Starting at the line that contains "You are a GUI", transcribe each line through the end of the material below, exactly and nothing else, leaving out the pictures.

——————

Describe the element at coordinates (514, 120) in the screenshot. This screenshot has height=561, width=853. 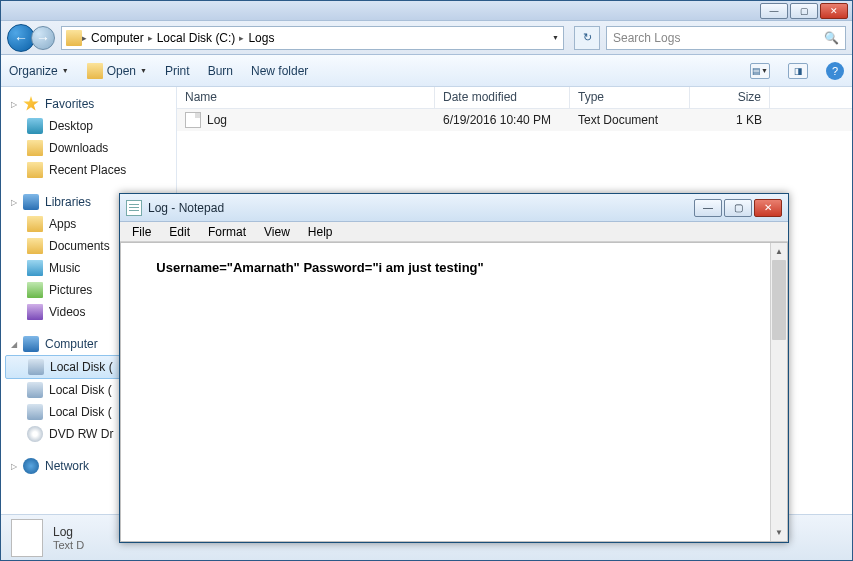
I see `file-row: Log 6/19/2016 10:40 PM Text Document 1 K…` at that location.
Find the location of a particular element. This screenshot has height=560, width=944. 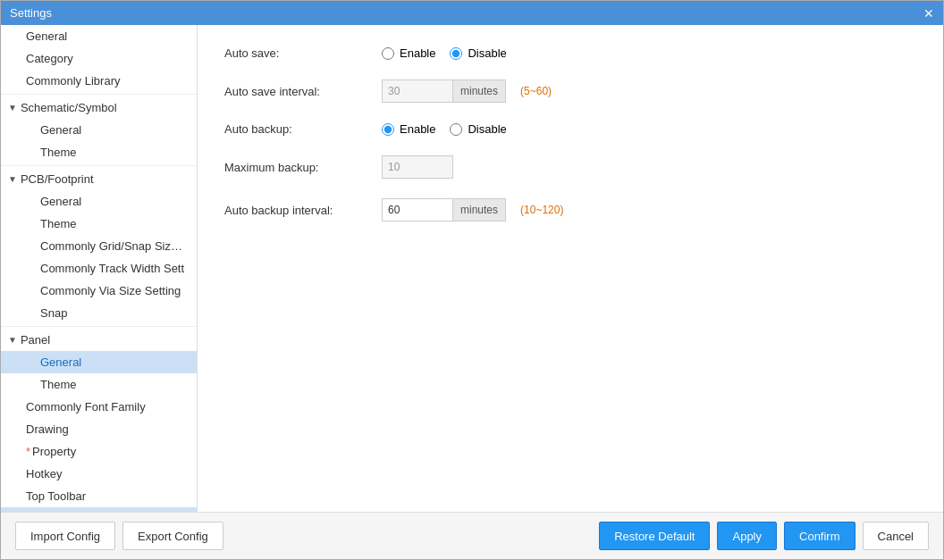

dialog-title: Settings is located at coordinates (30, 13).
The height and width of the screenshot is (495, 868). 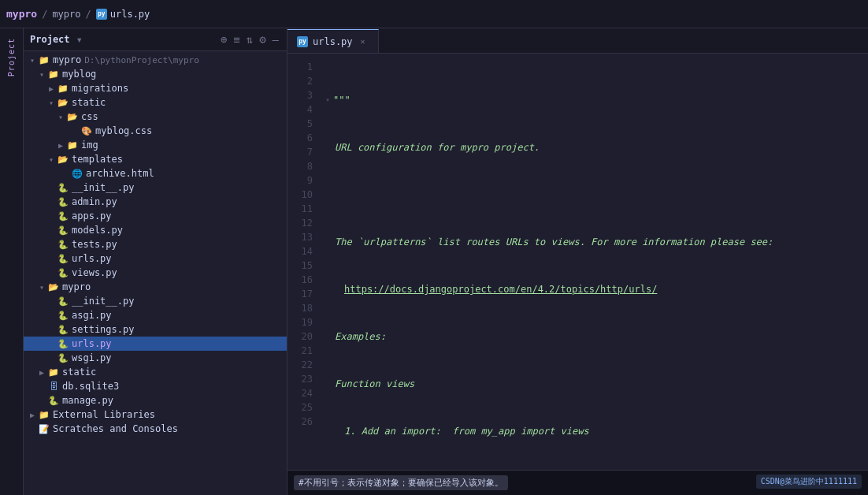 What do you see at coordinates (115, 429) in the screenshot?
I see `label-scratches: Scratches and Consoles` at bounding box center [115, 429].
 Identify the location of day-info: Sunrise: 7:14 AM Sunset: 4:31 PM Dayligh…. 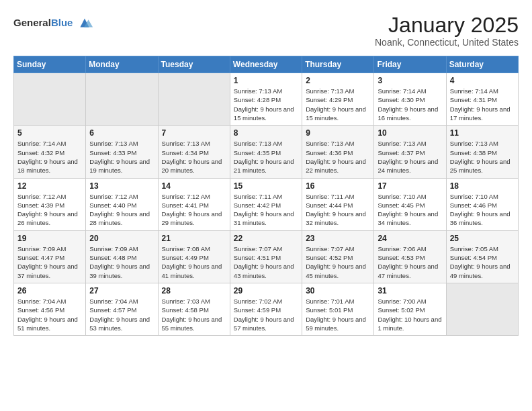
(482, 105).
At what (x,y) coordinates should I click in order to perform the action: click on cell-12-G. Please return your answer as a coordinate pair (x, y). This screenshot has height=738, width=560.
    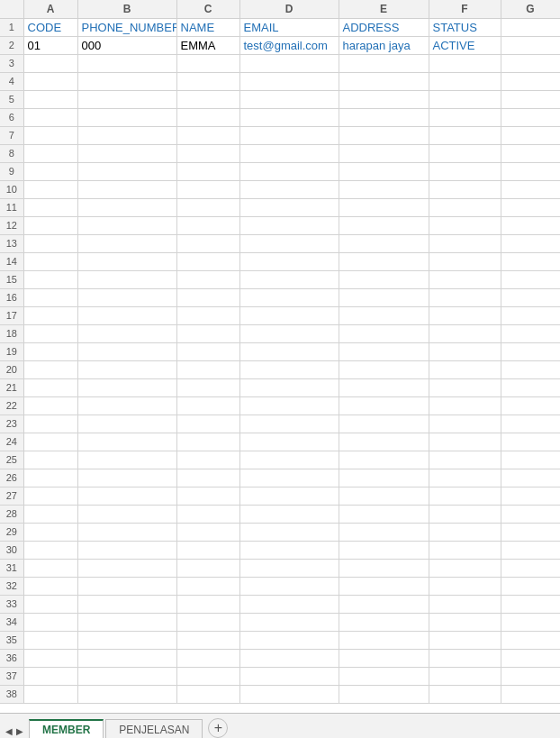
    Looking at the image, I should click on (530, 225).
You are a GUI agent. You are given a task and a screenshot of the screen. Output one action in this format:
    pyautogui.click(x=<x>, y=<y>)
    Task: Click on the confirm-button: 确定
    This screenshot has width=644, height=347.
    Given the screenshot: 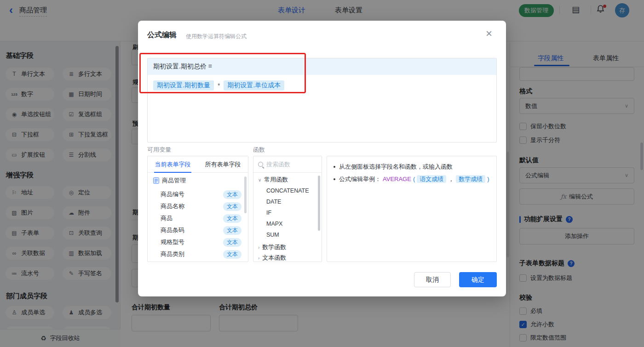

——————

_EXERCISE RESPONSE:_
You are a GUI agent. You are given a task and a screenshot of the screen. Output one action in this format:
    pyautogui.click(x=<x>, y=<y>)
    Task: Click on the confirm-button: 确定
    This screenshot has width=644, height=347.
    Given the screenshot: 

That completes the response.